A poignant story showed up in the Washington Post during the recent GM strike that hits at the heart of the principle of respect for people. It came from the Saturn plant in Spring Hill, Tennessee. Management, required to work during the strike, gave their friends, their union hourly workers, rides to the picket line. They delivered hot coffee and donuts. They showed that respect for people is alive in well at the real Saturn, despite the fact that Spring Hill, home of the “different kind of car company” doesn't even assemble cars any more.
Today, most of Saturn's products are now designed in Europe by GM's Opel division and built on the same lines as every other GM vehicle. Surprisingly, the article showed that while the vision of Saturn's founding died in a boardroom in Detroit, there still is something unique in Spring Hill. If only the culture had become a model for the rest of the company, rather than a short-lived “experiment”, the strike, and GM's current condition, might not have come to pass.
When I was a youngster growing up in Ford country on Detroit's west side in the early 1980s, we heard a lot of buzz about the “new car company” that GM was starting in Tennessee. A few folks even made the move, leaving Detroit behind and moving south to be a part of it. By the time of Saturn's anti-climatic launch in 1990, the Ford die-hards felt like we had the last laugh. While GM had spent 10 years and billions of dollars creating a new division to build and sell small cars to compete with the Japanese, Ford took a different approach.
CEO Don Petersen, under the influence of weekly meetings with Deming, rebuilt the company from within. A team philosophy was adopted across the company. On the product side, they introduced vehicles that met the market's desires. Production teaming at the plant level improved quality and reduced costs. Escort and Taurus took the crown as best sellers while Motor Trend Car of the Year awards flowed in year after year. During the late 1980s and early 90s, Ford racked up market share almost as fast as the Japanese, and ironically, they did so with techniques and philosophies that GM said couldn't be done in their existing plants.
So what happened? What happened to Saturn, the noble experiment? What happened in Dearborn to Don Petersen's “Better Idea“? The same thing, I suppose that happened to Wiremold. Deming's “constancy of purpose” lasts only as long as leadership believes in it.
Before we get all depressed, I'd have to say that the stories of Ford in the '80s and Saturn during the strike of 2007 give me a glimmer of hope. Ford showed, during that brief bit of history, that even an old dinosaur could have new life with the right leadership. And the Spring Hill plant shows that respect for people, once established, endures, even when management doesn't know how to make the most of it. With a bit of persistence, perhaps someday we'll be able to say that we had an opportunity to work at a place like that.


▶ Goal of the exercise: Please print each record exactly, omitting none of them.

++++

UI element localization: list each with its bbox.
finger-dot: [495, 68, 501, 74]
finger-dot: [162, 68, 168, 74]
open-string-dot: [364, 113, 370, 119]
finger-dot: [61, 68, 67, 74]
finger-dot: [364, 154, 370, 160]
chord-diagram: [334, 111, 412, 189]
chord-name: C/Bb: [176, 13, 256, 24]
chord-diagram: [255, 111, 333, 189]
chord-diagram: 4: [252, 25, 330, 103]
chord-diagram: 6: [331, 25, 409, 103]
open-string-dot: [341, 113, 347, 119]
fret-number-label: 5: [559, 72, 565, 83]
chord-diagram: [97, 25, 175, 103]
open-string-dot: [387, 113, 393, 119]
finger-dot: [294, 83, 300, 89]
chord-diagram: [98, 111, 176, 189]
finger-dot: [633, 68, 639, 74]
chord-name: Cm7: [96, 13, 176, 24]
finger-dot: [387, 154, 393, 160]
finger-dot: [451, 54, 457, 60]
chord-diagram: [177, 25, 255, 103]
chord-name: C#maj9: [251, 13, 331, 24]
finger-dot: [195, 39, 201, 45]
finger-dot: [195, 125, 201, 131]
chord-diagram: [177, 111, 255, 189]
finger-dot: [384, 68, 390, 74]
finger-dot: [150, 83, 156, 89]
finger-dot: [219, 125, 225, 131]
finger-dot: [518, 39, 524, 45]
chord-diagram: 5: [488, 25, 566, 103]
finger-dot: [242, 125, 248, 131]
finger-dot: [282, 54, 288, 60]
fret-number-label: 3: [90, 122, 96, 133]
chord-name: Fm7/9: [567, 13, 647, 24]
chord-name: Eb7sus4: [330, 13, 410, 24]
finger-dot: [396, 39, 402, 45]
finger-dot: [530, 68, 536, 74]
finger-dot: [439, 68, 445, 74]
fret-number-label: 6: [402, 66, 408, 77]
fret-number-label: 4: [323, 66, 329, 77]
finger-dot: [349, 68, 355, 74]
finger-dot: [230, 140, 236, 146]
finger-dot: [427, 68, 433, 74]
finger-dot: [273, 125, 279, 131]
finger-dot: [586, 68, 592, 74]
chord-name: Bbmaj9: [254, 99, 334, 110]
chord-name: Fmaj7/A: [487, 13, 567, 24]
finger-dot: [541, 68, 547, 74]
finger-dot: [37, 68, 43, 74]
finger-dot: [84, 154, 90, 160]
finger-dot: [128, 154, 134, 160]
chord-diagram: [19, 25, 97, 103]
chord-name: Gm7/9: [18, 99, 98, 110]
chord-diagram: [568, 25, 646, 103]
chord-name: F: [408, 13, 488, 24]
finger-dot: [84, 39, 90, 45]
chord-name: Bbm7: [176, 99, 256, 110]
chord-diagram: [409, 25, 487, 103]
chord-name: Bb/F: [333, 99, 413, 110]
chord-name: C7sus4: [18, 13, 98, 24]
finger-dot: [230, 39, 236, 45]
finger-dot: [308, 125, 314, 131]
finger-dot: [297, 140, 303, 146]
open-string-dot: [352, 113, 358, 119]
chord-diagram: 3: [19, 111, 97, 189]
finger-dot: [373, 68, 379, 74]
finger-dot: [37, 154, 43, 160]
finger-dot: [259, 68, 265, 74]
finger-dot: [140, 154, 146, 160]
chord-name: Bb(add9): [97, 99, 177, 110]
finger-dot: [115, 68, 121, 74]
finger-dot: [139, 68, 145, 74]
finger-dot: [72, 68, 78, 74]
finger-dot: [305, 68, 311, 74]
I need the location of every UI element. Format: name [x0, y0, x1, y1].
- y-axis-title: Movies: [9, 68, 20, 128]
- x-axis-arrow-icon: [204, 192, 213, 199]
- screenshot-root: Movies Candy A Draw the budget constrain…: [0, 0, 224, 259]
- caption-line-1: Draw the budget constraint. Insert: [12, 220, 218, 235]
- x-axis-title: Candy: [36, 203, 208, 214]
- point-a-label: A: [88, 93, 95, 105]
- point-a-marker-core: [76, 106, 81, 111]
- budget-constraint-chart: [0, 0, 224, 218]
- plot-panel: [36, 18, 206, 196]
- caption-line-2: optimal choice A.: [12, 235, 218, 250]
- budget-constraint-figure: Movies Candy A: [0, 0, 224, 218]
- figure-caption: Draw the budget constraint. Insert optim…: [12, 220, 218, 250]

++++

▶ Answer to this task:
UI element localization: list each with its bbox.
finger-dot: [495, 68, 501, 74]
finger-dot: [162, 68, 168, 74]
open-string-dot: [364, 113, 370, 119]
finger-dot: [61, 68, 67, 74]
finger-dot: [364, 154, 370, 160]
chord-diagram: [334, 111, 412, 189]
chord-name: C/Bb: [176, 13, 256, 24]
chord-diagram: [255, 111, 333, 189]
chord-diagram: 4: [252, 25, 330, 103]
chord-diagram: 6: [331, 25, 409, 103]
open-string-dot: [341, 113, 347, 119]
fret-number-label: 5: [559, 72, 565, 83]
chord-diagram: [97, 25, 175, 103]
open-string-dot: [387, 113, 393, 119]
finger-dot: [294, 83, 300, 89]
chord-diagram: [98, 111, 176, 189]
finger-dot: [633, 68, 639, 74]
chord-name: Cm7: [96, 13, 176, 24]
finger-dot: [387, 154, 393, 160]
finger-dot: [451, 54, 457, 60]
chord-diagram: [177, 25, 255, 103]
chord-name: C#maj9: [251, 13, 331, 24]
finger-dot: [195, 39, 201, 45]
finger-dot: [195, 125, 201, 131]
chord-diagram: [177, 111, 255, 189]
finger-dot: [384, 68, 390, 74]
finger-dot: [150, 83, 156, 89]
finger-dot: [219, 125, 225, 131]
finger-dot: [518, 39, 524, 45]
chord-diagram: 5: [488, 25, 566, 103]
finger-dot: [242, 125, 248, 131]
finger-dot: [282, 54, 288, 60]
fret-number-label: 3: [90, 122, 96, 133]
chord-name: Fm7/9: [567, 13, 647, 24]
chord-name: Eb7sus4: [330, 13, 410, 24]
finger-dot: [396, 39, 402, 45]
finger-dot: [530, 68, 536, 74]
finger-dot: [439, 68, 445, 74]
fret-number-label: 6: [402, 66, 408, 77]
fret-number-label: 4: [323, 66, 329, 77]
finger-dot: [349, 68, 355, 74]
finger-dot: [230, 140, 236, 146]
finger-dot: [427, 68, 433, 74]
finger-dot: [273, 125, 279, 131]
finger-dot: [586, 68, 592, 74]
chord-name: Bbmaj9: [254, 99, 334, 110]
chord-name: Fmaj7/A: [487, 13, 567, 24]
finger-dot: [541, 68, 547, 74]
finger-dot: [37, 68, 43, 74]
finger-dot: [84, 154, 90, 160]
finger-dot: [128, 154, 134, 160]
chord-diagram: [19, 25, 97, 103]
chord-name: Gm7/9: [18, 99, 98, 110]
chord-diagram: [568, 25, 646, 103]
chord-name: F: [408, 13, 488, 24]
finger-dot: [84, 39, 90, 45]
chord-name: Bbm7: [176, 99, 256, 110]
chord-diagram: [409, 25, 487, 103]
chord-name: Bb/F: [333, 99, 413, 110]
chord-name: C7sus4: [18, 13, 98, 24]
finger-dot: [230, 39, 236, 45]
finger-dot: [308, 125, 314, 131]
finger-dot: [297, 140, 303, 146]
open-string-dot: [352, 113, 358, 119]
chord-diagram: 3: [19, 111, 97, 189]
finger-dot: [373, 68, 379, 74]
finger-dot: [37, 154, 43, 160]
finger-dot: [259, 68, 265, 74]
finger-dot: [140, 154, 146, 160]
chord-name: Bb(add9): [97, 99, 177, 110]
finger-dot: [115, 68, 121, 74]
finger-dot: [139, 68, 145, 74]
finger-dot: [72, 68, 78, 74]
finger-dot: [305, 68, 311, 74]
I need the location of every UI element. Format: name [x0, y0, x1, y1].
- y-axis-title: Movies: [9, 68, 20, 128]
- x-axis-arrow-icon: [204, 192, 213, 199]
- screenshot-root: Movies Candy A Draw the budget constrain…: [0, 0, 224, 259]
- caption-line-1: Draw the budget constraint. Insert: [12, 220, 218, 235]
- x-axis-title: Candy: [36, 203, 208, 214]
- point-a-label: A: [88, 93, 95, 105]
- point-a-marker-core: [76, 106, 81, 111]
- budget-constraint-chart: [0, 0, 224, 218]
- plot-panel: [36, 18, 206, 196]
- caption-line-2: optimal choice A.: [12, 235, 218, 250]
- budget-constraint-figure: Movies Candy A: [0, 0, 224, 218]
- figure-caption: Draw the budget constraint. Insert optim…: [12, 220, 218, 250]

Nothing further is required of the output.